Inserting, Updating, and Deleting Data
How rows get into a table and how they change — INSERT, UPDATE, and DELETE — and why WHERE is the most important word on this page.
A table is only useful once it holds data. This page covers the
three statements that change a table's contents: INSERT (add
rows), UPDATE (change rows), and DELETE (remove rows). Together
with SELECT, these four verbs cover almost everything an
application ever does to data.
INSERT: adding rows
INSERT puts new rows into a table. You name the columns, then
supply matching values:
A few things to absorb:
- The column list
(title, done)and the values must line up in the same order. - We left out
id(it isSERIAL, so Postgres fills it) and sometimesdone(itsDEFAULT falsekicks in). - You can insert many rows in one statement by listing several
(...)groups.
UPDATE: changing existing rows
UPDATE changes values in rows that already exist. You set new
values with SET, and — crucially — you say which rows with
WHERE:
Only the "Buy milk" row changed, because WHERE title = 'Buy milk'
selected exactly that row.
DELETE: removing rows
DELETE removes rows.

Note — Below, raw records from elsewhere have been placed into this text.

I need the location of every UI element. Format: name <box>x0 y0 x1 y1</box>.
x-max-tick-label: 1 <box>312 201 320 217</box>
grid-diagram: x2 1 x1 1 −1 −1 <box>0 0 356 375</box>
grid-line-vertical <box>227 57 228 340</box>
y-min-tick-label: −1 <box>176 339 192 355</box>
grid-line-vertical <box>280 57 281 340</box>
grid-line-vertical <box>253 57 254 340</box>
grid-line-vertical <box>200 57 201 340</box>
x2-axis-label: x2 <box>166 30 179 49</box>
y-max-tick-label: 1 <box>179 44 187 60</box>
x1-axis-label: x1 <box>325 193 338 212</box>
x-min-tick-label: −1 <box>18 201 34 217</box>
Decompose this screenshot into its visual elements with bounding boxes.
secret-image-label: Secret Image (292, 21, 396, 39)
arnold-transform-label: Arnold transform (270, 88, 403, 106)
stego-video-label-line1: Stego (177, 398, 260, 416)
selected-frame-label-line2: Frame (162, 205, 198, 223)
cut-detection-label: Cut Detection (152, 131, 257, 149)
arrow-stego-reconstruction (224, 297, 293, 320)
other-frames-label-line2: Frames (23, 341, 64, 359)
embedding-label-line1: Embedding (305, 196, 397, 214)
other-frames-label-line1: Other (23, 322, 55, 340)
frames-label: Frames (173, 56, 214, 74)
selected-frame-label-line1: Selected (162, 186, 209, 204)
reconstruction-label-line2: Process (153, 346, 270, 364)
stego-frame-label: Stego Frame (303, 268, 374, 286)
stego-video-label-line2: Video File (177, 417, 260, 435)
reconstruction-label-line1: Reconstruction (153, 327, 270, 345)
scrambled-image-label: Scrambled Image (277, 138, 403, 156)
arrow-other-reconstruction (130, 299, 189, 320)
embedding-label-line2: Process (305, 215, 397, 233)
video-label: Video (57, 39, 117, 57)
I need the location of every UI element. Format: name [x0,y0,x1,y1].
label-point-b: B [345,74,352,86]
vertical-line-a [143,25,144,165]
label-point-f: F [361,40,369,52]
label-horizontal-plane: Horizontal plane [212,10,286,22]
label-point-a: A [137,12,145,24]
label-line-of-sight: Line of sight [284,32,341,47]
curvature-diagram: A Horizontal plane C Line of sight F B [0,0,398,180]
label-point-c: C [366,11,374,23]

Again, WHERE decides which ones:
The two finished tasks are gone; the unfinished one remains.
The most important warning in this course
UPDATE and DELETE without a WHERE clause affect every row in
the table. This is the single most common way beginners
accidentally destroy data.
Always think about WHERE first
Before you run any UPDATE or DELETE, ask: "which rows do I want
to change?" and write the WHERE clause to match. A reliable habit
is to first run a SELECT with the same WHERE to see exactly which
rows you are about to affect, then swap SELECT * for your UPDATE
or DELETE.
Preview before you change
Practice the safe habit right here. First the SELECT shows you the
target rows; only then do you change them.
This "preview with SELECT, then act" rhythm will save you from
painful mistakes for the rest of your data career.
Check your understanding
What happens if you run DELETE FROM tasks; with no WHERE clause?

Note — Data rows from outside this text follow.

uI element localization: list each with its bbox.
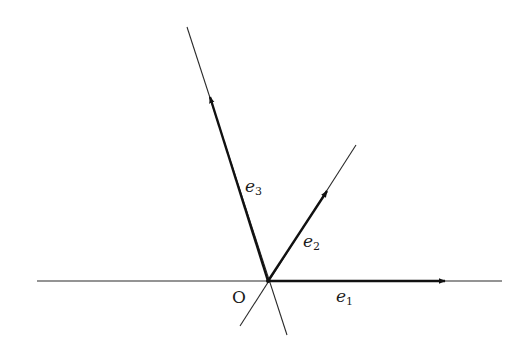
e1-label: e1 [336, 288, 353, 307]
origin-point [266, 279, 270, 283]
origin-label: O [232, 289, 246, 306]
diagram-svg [0, 0, 527, 351]
e2-label: e2 [303, 233, 320, 252]
e3-label: e3 [245, 178, 262, 197]
vector-diagram: O e1 e2 e3 [0, 0, 527, 351]
axis-lines [37, 27, 502, 335]
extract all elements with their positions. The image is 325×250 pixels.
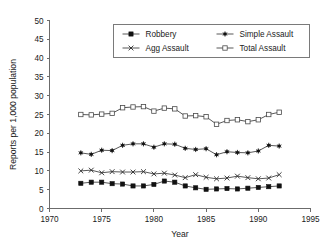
marker-shape	[120, 182, 124, 186]
marker-shape	[110, 111, 114, 115]
marker-shape	[193, 113, 197, 117]
y-tick-label: 45	[34, 35, 44, 44]
marker-open-square	[267, 112, 271, 116]
marker-open-square	[193, 113, 197, 117]
marker-filled-square	[162, 179, 166, 183]
marker-core	[111, 149, 114, 152]
marker-core	[224, 33, 227, 36]
marker-shape	[129, 32, 133, 36]
marker-open-square	[162, 106, 166, 110]
legend-item-label: Agg Assault	[146, 44, 190, 53]
marker-shape	[235, 118, 239, 122]
marker-shape	[100, 112, 104, 116]
y-tick-label: 10	[34, 167, 44, 176]
y-tick-label: 25	[34, 111, 44, 120]
marker-open-square	[100, 112, 104, 116]
marker-core	[132, 143, 135, 146]
marker-open-square	[110, 111, 114, 115]
marker-shape	[256, 185, 260, 189]
marker-filled-square	[246, 186, 250, 190]
marker-star	[214, 152, 219, 157]
x-tick-label: 1995	[301, 215, 320, 224]
marker-shape	[183, 184, 187, 188]
marker-shape	[152, 182, 156, 186]
marker-shape	[214, 187, 218, 191]
marker-core	[215, 153, 218, 156]
line-chart: 05101520253035404550 1970197519801985199…	[0, 0, 325, 250]
marker-shape	[183, 114, 187, 118]
marker-filled-square	[79, 181, 83, 185]
marker-open-square	[131, 105, 135, 109]
y-tick-label: 15	[34, 148, 44, 157]
marker-open-square	[235, 118, 239, 122]
marker-filled-square	[89, 180, 93, 184]
series-robbery	[79, 179, 282, 191]
data-series-group	[78, 104, 281, 191]
marker-open-square	[183, 114, 187, 118]
x-tick-label: 1970	[40, 215, 59, 224]
marker-shape	[173, 107, 177, 111]
marker-shape	[277, 172, 282, 177]
marker-core	[153, 146, 156, 149]
marker-core	[278, 145, 281, 148]
marker-open-square	[223, 46, 227, 50]
marker-shape	[194, 186, 198, 190]
marker-shape	[131, 105, 135, 109]
marker-filled-square	[194, 186, 198, 190]
legend-item-label: Robbery	[146, 30, 178, 39]
marker-shape	[89, 180, 93, 184]
marker-shape	[89, 113, 93, 117]
marker-shape	[256, 118, 260, 122]
marker-shape	[152, 109, 156, 113]
legend-item-label: Total Assault	[240, 44, 287, 53]
marker-filled-square	[131, 184, 135, 188]
marker-shape	[141, 104, 145, 108]
x-axis-ticks: 197019751980198519901995	[40, 209, 320, 224]
marker-core	[100, 149, 103, 152]
y-axis-title: Reports per 1,000 population	[8, 59, 18, 170]
marker-filled-square	[183, 184, 187, 188]
series-simple-assault	[79, 141, 282, 157]
marker-core	[194, 148, 197, 151]
marker-shape	[120, 106, 124, 110]
marker-core	[121, 144, 124, 147]
marker-core	[267, 144, 270, 147]
chart-container: 05101520253035404550 1970197519801985199…	[0, 0, 325, 250]
marker-shape	[79, 181, 83, 185]
marker-filled-square	[120, 182, 124, 186]
marker-filled-square	[277, 184, 281, 188]
marker-core	[142, 143, 145, 146]
marker-star	[152, 145, 157, 150]
marker-shape	[225, 118, 229, 122]
marker-shape	[235, 187, 239, 191]
marker-filled-square	[173, 180, 177, 184]
marker-shape	[204, 115, 208, 119]
marker-open-square	[204, 115, 208, 119]
y-axis-ticks: 05101520253035404550	[34, 17, 49, 214]
marker-open-square	[256, 118, 260, 122]
marker-shape	[246, 119, 250, 123]
marker-open-square	[277, 110, 281, 114]
marker-shape	[100, 180, 104, 184]
marker-shape	[225, 186, 229, 190]
y-tick-label: 30	[34, 92, 44, 101]
marker-filled-square	[100, 180, 104, 184]
marker-shape	[110, 182, 114, 186]
marker-core	[90, 153, 93, 156]
marker-core	[174, 143, 177, 146]
marker-core	[247, 152, 250, 155]
marker-shape	[79, 112, 83, 116]
marker-core	[80, 152, 83, 155]
marker-shape	[214, 122, 218, 126]
legend-item-label: Simple Assault	[240, 30, 294, 39]
marker-core	[184, 147, 187, 150]
marker-core	[163, 143, 166, 146]
marker-open-square	[120, 106, 124, 110]
marker-open-square	[225, 118, 229, 122]
marker-core	[226, 150, 229, 153]
marker-shape	[267, 185, 271, 189]
y-tick-label: 50	[34, 17, 44, 26]
marker-shape	[277, 184, 281, 188]
marker-core	[257, 150, 260, 153]
marker-core	[205, 147, 208, 150]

It deletes only the most recently added row.
It does nothing because a WHERE is required.
It deletes every row in the tasks table.
It deletes the table's structure as well as its rows.
Which clause determines which rows an UPDATE or DELETE affects?
SET
WHERE
VALUES
FROM
Why is it a good habit to run a SELECT with your WHERE condition before running a matching DELETE?
Because DELETE does not work unless a SELECT ran first.
To preview exactly which rows the condition matches, so you don't delete more than you intend.
Because SELECT automatically backs up the rows.
Because it makes the DELETE run faster.